Mr. Faulkner’s novels are about ugly people in an ugly land. There is no beauty anywhere. Whether he deliberately excludes it or does not perceive it, no one can say, but at least he says himself that a blossoming pear tree in the moonlight looks like hair streaming up from the head of a drowned woman…. The people, thus doomed, are like the land that dooms them. It is part of the fate that molds them….

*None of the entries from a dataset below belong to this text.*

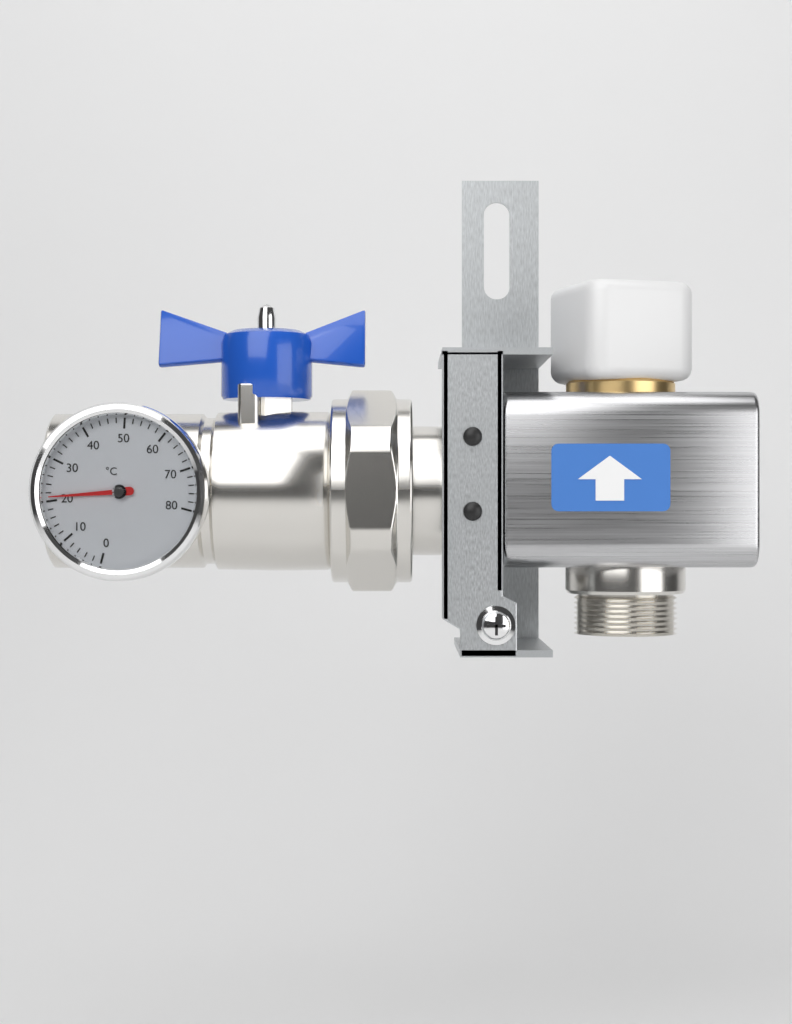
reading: 21 °C
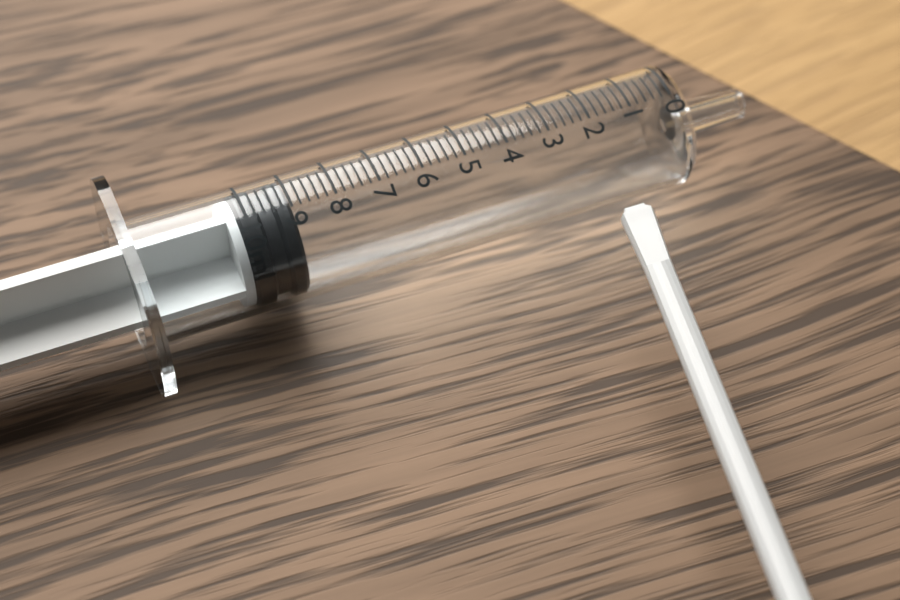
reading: 9.0 ml
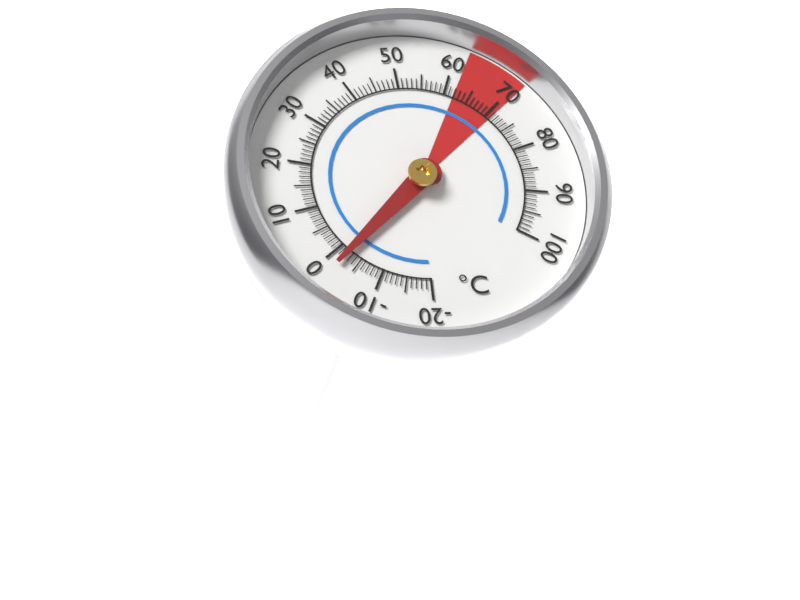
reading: -2 °C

She points out that Faulkner’s writing is actually steeped in Puritan asceticism and disdain for the moral pretensions of people—and is thus a betrayal of his famous Nobel prize speech in which he claimed to believe that man will not merely survive but prevail. This, too, fits with BSG’s writers; Louis Menand has observed that the Luddite left born in the 1960s—and the ideological grounding of Battlestar Galactica—is in fact a form of Puritanism. Writes Hamilton,
[G]ifted as he was, Mr. Faulkner worked his way through this maze of confused instincts and feelings and thoughts. He did it by a logic of his own. People were predestined; that part was true. They did not act of themselves; they were driven. “A volitionless servant of fatality,” he calls one of his characters. His own peculiar twist was that they were always predestined to hell. Heaven was non-existent…. Back of the extremely bleak view he takes of all things here below stands the conviction, older than Puritanism, as old as antiquity, present in all ages, among all nations and races, that there is an inseparable trinity: the world and all that is therein, the flesh and all that are born therefrom, and the devil. There is violence, indeed, and cruelty and all manner of sexual doings, but they merge into the general scene, dimmed like everything else. They are an ugly, insignificant part of what is ugly and without significance…. There is the same heavy gray atmosphere, the same undiversified country, the same inconsequent little human beings making the same futile gestures, the writer’s art is not to heighten and magnify, but to dull and diminish.